An unexpected treat! A surprise delight! Sharlto Copley pops up in Boy Kills World mere weeks after appearing in Monkey Man. We Copley-heads are really dining out! 

 

Boy Kills World is a bonkers action/thriller/comedy/satire that stars Bill Skarsgård as the titular “boy”, a nameless assassin who has spent his life training for the moment he can finally kill the evil dystopian overlord, Hilda Van Der Koy (Famke Janssen). The boy is deaf and mute after a cruel childhood attack, he can no longer remember what his internal monologue sounded like, so he imagines his inner voice as that belonging to a video game he played as a kid. H. Jon Benjamin provides the boy’s voice, continuing the Archer tradition of H. Jon Benjamin voicing a super handsome character on screen.

 

Boy Kills World is basically the Wet Hot American Summer of revenge flicks, and I don’t say that just because H. Jon Benjamin provides voice over. Like Wet Hot, Boy Kills World has an intimate understanding of genre and satire, and with a completely straight face presents a farcical deconstruction of its target genre, in this case, revenge thrillers. The film, directed by Moritz Mohr and written by Tyler Burton Smith and Arend Remmers (based on a short film by Remmers and Mohr), launches directly into the, er, action, as we meet the boy training with the shaman (Yayan Ruhian), buried alive and eating bugs as a child (twins Nicholas and Cameron Crovetti play the young boy).

 

In flashbacks, we learn the boy’s origin story, how his mother was killed in “The Culling”, an annual tradition meant to rid their nameless city of dissidents who rebel against Hilda Van Der Koy’s fascistic leadership. His little sister, Mina (Quinn Copeland), is also killed, though she appears to the boy as a hallucination. One day while in town, Hilda’s loser children arrive to round up victims for The Culling, which ends in a massacre that spurs the boy into action, going on a one-man mission to finally kill Hilda. He is ultimately joined by Basho (Andrew Koji) and Bennie (Isaiah Mustafa), all that’s left of a rebellion effort.

 

As he cannot hear, the boy relies upon reading lips, but he cannot read Bennie’s lips, and in one of the film’s best gags, he hears utter nonsense whenever Bennie talks. It’s a device used just enough to remain funny whenever it occurs. There are a lot of gags in Boy Kills World, ranging from graphic gross out gags to solid physical humor in the tradition of Harol Lloyd and Buster Keaton. It’s a little bit like if the John Wick movies were more humorous. There are some darker emotional beats later in the film, but Boy Kills World works best when it’s combining satire and stunts. 

Skarsgård effectively sells the boy’s physicality, the film has excellent action sequences designed by stunt coordinator Grant Hulley that incorporate everything from gymnastics to cheese graters. There’s a swirly-whirly drone sequence that goes on a little too long, but stylistically, Boy Kills World is like a pop-art spin on the bone-crunching action that has been popularized over the last fifteen years. Another standout is Jessica Rothe (who should be a WAY bigger deal by now), who sports a Daft Punk helmet and rockin’ abs as June27, Hilda’s top enforcer. Rothe and her stunt double (Jacqueline Lee Geurts) are helmeted much of the time, but when she needs to, Rothe takes off the helmet and matches Skarsgård for intensity.

 

The film also stars Brett Gelman as Hilda’s adult failson and Michelle Dockery chewing the hell out of the scenery as Hilda’s super-fascist daughter. Everyone is having a blast and even when the film takes a turn for the darker, Boy Kills World never loses its sense of knuckle-bashing verve. It doesn’t quite stick the landing—the satire is sacrificed for that darker emotional turn—but Boy Kills World is a mostly good film that features great action and unhinged performances. As a sendup of revenge thrillers and the stoic hero so often at the center of them, it’s surprisingly sly. Plus! Sharlto Copley!

Boy Kills World is now playing exclusively in theaters.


- YOUR INSTRUCTIONS -
Look through the listing below and report the lines that have the word "Animation" in them.

- DATA SUPPLIED -
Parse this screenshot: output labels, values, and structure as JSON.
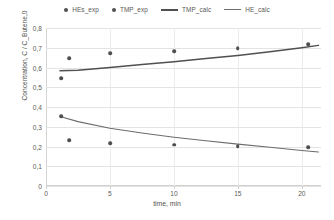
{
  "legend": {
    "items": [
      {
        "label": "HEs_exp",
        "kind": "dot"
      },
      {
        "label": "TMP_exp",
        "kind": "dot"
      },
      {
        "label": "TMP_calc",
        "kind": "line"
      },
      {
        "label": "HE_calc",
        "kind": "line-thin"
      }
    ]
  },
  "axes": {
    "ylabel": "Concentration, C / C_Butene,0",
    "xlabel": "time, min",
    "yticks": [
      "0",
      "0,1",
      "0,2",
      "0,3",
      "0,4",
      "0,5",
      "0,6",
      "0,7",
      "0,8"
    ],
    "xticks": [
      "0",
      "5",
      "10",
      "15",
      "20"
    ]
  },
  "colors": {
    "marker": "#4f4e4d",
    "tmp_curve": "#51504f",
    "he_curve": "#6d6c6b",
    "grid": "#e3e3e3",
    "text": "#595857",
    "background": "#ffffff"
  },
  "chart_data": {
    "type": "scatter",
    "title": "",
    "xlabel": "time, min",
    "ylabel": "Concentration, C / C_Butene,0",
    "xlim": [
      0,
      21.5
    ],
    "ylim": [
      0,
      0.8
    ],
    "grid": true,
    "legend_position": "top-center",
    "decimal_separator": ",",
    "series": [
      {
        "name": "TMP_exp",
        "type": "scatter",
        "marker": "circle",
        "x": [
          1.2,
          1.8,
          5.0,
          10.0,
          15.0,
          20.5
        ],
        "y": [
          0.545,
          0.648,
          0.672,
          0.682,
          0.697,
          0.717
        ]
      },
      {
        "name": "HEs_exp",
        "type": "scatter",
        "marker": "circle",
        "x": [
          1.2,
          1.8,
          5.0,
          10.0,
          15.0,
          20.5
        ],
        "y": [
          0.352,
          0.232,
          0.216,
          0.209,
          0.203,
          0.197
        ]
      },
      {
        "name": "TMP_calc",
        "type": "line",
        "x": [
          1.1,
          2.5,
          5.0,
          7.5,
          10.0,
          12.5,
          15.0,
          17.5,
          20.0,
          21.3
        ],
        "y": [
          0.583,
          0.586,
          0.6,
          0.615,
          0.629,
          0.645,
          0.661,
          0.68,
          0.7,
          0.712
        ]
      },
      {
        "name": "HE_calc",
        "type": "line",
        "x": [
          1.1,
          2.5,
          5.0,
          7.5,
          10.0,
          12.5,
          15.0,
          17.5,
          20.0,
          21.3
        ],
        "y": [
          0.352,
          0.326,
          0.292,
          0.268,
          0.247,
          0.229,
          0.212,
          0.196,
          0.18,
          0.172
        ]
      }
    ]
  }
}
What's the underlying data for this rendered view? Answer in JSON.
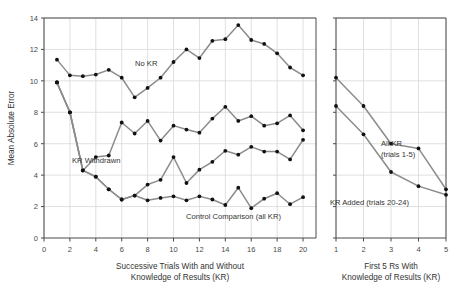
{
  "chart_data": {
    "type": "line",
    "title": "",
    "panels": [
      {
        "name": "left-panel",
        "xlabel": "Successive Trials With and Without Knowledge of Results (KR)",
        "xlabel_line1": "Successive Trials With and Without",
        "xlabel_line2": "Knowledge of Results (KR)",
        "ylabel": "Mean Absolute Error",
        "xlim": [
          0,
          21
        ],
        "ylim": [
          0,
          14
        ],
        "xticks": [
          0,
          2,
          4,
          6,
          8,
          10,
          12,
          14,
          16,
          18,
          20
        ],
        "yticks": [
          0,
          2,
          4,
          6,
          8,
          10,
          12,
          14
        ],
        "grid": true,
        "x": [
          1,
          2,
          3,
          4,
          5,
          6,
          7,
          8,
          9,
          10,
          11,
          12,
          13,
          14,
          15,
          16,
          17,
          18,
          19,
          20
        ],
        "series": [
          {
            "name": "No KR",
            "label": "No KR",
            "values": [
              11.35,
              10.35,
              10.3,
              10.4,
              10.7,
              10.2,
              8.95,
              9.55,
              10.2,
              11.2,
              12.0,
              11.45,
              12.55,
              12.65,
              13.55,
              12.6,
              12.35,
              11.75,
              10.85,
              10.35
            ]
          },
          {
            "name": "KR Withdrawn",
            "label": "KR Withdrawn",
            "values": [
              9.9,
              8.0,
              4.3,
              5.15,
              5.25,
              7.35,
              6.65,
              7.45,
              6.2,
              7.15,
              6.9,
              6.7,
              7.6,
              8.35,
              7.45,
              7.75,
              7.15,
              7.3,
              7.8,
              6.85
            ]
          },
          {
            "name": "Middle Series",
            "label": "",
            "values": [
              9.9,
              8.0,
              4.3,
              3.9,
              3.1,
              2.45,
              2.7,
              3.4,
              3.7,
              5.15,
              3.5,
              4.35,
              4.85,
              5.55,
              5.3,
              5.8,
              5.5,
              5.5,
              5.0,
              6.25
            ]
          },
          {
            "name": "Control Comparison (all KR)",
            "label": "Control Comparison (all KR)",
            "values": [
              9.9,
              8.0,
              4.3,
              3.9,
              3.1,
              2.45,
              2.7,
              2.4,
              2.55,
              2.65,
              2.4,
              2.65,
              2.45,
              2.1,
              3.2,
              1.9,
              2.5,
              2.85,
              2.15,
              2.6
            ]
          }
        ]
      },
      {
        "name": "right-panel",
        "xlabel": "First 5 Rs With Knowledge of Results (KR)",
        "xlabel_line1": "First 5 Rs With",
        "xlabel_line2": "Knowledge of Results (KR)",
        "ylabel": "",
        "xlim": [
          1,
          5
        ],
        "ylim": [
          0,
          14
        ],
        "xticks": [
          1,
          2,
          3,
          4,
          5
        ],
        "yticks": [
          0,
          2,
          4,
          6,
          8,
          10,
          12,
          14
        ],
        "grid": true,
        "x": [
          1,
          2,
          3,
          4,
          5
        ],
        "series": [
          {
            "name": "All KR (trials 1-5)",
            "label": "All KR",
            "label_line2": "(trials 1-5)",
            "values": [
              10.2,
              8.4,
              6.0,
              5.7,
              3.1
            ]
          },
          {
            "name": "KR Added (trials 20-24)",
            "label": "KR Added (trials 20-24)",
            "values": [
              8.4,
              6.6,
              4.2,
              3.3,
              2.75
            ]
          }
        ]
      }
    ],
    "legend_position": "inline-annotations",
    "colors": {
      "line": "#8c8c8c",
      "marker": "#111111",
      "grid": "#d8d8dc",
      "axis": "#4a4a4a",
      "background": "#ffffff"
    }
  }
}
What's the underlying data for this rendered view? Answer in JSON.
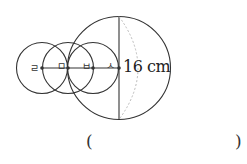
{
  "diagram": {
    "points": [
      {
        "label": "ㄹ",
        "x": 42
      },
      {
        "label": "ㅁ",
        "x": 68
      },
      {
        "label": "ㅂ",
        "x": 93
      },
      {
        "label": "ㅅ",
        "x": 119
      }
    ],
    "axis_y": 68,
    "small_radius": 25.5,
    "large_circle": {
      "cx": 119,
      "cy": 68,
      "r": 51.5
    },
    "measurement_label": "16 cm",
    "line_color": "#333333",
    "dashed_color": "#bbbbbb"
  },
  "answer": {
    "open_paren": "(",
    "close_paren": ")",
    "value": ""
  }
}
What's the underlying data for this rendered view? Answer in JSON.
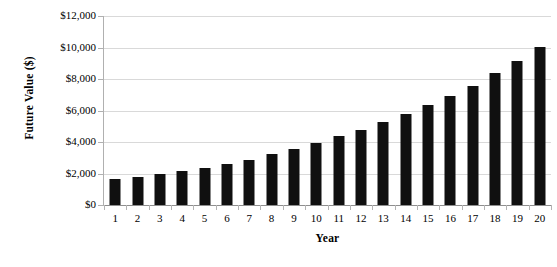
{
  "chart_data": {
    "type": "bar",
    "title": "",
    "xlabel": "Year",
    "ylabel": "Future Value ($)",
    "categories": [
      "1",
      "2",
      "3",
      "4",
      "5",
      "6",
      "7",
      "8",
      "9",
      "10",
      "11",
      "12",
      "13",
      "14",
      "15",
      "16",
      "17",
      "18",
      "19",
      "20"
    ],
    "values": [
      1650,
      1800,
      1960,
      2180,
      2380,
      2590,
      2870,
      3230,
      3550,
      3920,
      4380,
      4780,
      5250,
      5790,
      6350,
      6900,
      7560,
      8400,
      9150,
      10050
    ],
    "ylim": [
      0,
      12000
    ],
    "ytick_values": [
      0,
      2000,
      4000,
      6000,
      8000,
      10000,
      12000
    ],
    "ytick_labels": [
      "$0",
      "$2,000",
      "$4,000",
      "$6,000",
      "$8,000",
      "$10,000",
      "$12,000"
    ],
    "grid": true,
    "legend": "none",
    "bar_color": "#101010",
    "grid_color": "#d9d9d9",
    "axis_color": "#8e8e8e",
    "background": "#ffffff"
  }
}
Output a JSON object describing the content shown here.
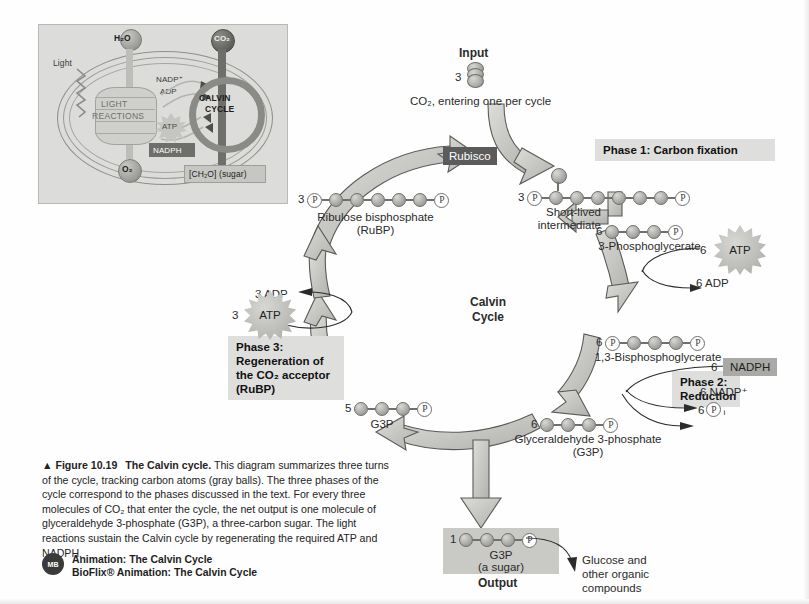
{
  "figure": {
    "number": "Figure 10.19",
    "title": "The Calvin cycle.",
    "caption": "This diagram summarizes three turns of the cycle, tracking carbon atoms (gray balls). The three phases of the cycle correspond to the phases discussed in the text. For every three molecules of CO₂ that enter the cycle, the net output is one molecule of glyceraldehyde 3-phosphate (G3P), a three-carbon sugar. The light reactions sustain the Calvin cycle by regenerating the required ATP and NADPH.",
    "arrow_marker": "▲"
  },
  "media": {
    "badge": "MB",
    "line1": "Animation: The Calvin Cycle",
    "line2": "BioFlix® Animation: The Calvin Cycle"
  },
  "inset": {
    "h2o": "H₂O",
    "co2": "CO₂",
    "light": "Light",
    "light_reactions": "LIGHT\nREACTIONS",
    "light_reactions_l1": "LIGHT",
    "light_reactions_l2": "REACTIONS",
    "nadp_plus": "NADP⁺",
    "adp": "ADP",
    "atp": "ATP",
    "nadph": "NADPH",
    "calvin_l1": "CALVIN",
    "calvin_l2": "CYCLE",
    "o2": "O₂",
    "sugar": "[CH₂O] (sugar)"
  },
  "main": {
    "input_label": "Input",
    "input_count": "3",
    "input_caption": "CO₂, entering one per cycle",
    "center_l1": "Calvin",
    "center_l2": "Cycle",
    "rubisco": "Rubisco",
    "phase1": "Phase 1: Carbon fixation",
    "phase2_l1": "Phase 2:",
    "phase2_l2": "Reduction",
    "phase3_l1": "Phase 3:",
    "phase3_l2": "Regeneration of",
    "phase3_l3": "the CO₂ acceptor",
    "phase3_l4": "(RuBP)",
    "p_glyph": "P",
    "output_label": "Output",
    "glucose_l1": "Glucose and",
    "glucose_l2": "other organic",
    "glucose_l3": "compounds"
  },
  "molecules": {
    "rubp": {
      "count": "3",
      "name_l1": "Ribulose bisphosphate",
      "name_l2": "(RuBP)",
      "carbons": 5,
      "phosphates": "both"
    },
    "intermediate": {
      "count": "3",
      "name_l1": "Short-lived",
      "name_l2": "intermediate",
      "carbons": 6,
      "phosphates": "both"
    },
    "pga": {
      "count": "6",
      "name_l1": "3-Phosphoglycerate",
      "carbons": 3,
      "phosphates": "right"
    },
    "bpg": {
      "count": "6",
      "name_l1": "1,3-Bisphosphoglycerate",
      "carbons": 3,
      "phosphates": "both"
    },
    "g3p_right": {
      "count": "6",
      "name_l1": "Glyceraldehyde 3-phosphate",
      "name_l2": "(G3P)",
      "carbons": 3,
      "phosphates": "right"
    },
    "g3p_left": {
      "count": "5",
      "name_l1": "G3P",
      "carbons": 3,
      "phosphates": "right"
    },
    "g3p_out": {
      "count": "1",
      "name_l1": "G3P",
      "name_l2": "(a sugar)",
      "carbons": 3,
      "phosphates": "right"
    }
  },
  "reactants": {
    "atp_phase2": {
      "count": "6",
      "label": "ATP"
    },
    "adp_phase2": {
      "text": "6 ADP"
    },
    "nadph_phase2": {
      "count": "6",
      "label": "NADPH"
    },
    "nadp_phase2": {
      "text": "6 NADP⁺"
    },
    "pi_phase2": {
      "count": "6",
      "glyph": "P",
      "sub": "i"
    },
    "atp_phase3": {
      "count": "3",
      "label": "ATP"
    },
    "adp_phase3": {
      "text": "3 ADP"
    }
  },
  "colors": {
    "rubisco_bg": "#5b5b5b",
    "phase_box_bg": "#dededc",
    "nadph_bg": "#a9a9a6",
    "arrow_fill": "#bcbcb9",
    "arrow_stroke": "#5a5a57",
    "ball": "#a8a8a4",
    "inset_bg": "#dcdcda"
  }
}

- WRITTEN RESPONSE -
    "line1": "Animation: The Calvin Cycle",
    "line2": "BioFlix® Animation: The Calvin Cycle"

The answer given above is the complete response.